The University of British Columbia, Vancou- ver, has been awarded a $37,000 Social Sciences and Humanities Research Council grant to its Special Collections. The grant, under the Canadian Research Tools Programme, will make possible a computerized catalog of the library’s unique Canadian pamphlet collection of more than 20,000 pamphlets on subjects like Canadian history, politics, and literature, with emphasis on British Columbia, voyages of exploration to the west coast of North America and the Arctic, the fur trade, the War of 1812, Canadian railway history, the Riel Rebellion, and the 1837 Rebellion. The computerized catalog will make the collection accessible to all library users, and 200 UBC Library-produced microfiche sets of the catalog will be distributed to university, college, and public libraries throughout Canada.

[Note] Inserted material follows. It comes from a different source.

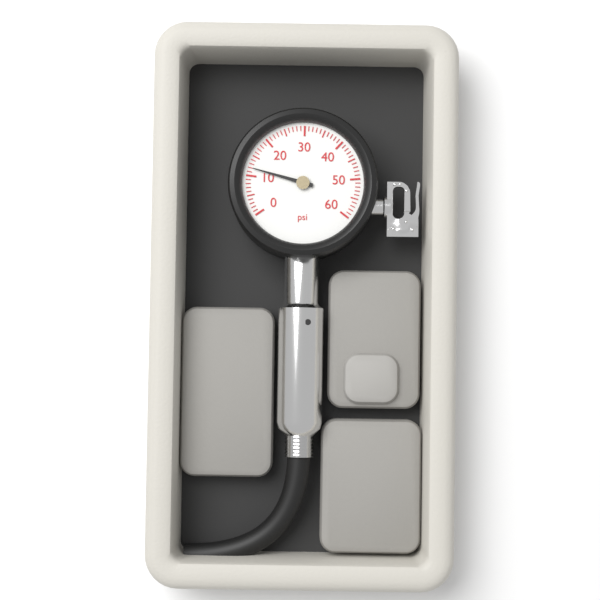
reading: 12 psi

The University of California, Berkeley, has re- ceived a $192,000 grant from the Department of Education for the second year of its East Asiatic Library’s project to catalog and carry out conservation work on special collections of Japanese materials. The grant will enable the University to complete the cataloging of the 5,645 volumes published between 1868 and 1945 acquired from the Mitsui Library in Japan. The four professional Japanese librarians working on the project will also process 2,500 works of contemporary literature and criticism selected from the personal library of the distinguished author Endo Shusaka. In addition, the grant will provide funds for preservation care for the two collections to repair bindings and place volumes with soft covers in protective portfolios. Conservation care will also be given to the collection of 2,877 titles of Japanese manuscripts from the Mitsui Library, dating from the 14th to the early 20th centuries, which were cataloged in 1983.

The University of Michigan, Ann Arbor, has received an $18,539 NEH grant to support the planning of a series of public programs that explore the Jewish role in the discovery, conquest, and settlement of the New World.

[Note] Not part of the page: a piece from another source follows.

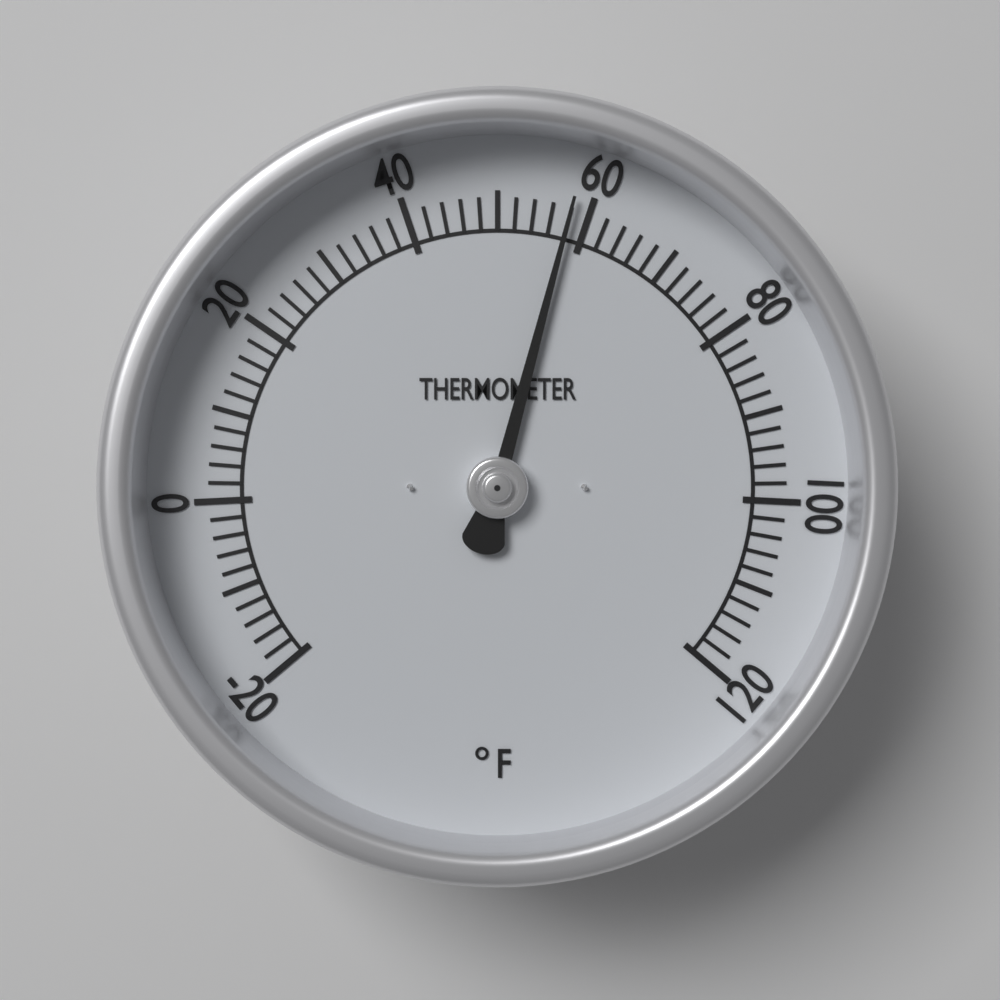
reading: 58 °F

Wake Forest University, Winston-Salem, North Carolina, has received a $105,990 NEH grant to support a series of lectures, a continuing education course, and other presentations examining the thought of the Constitution’s framers in light of competing ideas about man, nature, and politics that have emerged since 1789.

News notes

North Carolina State University, Raleigh, re- cently created its Friends of the Library Author of the Year Program and awarded young, awardwinning writer Kaye B. Gibbons of Raleigh as its first resident author. The program, thought to be unique among academic libraries, was announced by NCSU director of libraries Susan K. Nutter as part of the Libraries’ celebration of their centennial year in 1989. It is intended to assist a series of promising new authors, especially those associated with NCSU, in their literary careers. Gibbons, 27, a native of Nash County, North Carolina, received international acclaim with her first novel Ellen Foster, published in 1987 by Algonquin Books. In May 1988 the novel was awarded both the Sue Kaufman Prize for First Fiction by The American Academy and Institute of Arts and Letters, and a PEN/Hemingway First Novel Citation. During their tenure as authors of the year, Gibbons and her successors will be able to use the Friends of the Library study carrel at D. H. Hill Library as well as other library resources, and will be included in the libraries’ social functions.

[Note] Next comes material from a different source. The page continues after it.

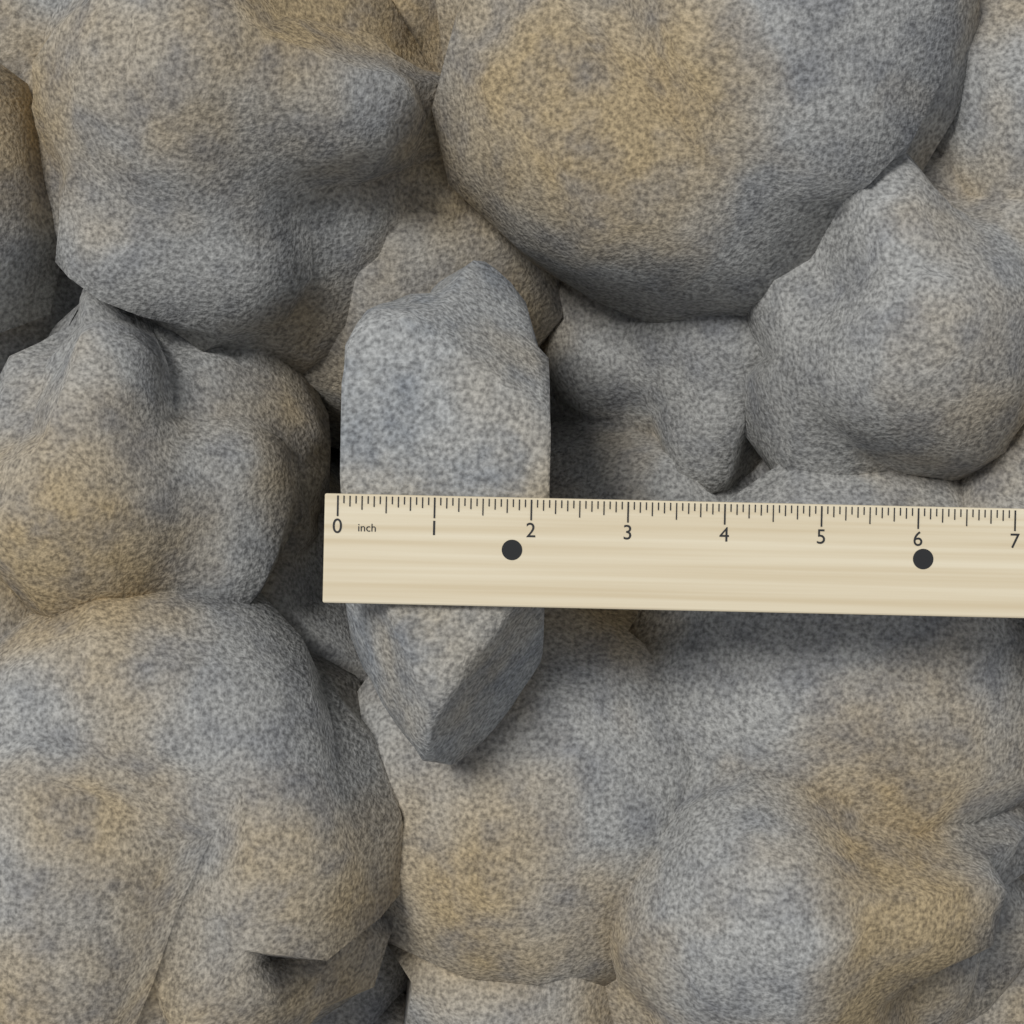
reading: 2.1875 inch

The University of Michigan Library, Ann Ar- bor, has hired two information specialists to coordinate the new M-Link project—a five-year program that will, in time, bring the resources of the University Library closer to the citizens of Michigan through their local public libraries. Wendy P. Lougee, head of Harlan Hatcher Graduate Library, has been named M-Link project director and will be responsible for long-range planning and policy decisions. Kathleen M. Bergen, former head of the UM Map Library, will serve as M-Link librarian and will be the primary liaison with M- Link sites. With the M-Link project, Michigan communities will have, for the first time, direct access to the UM Library, the sixth largest academic library system in the country.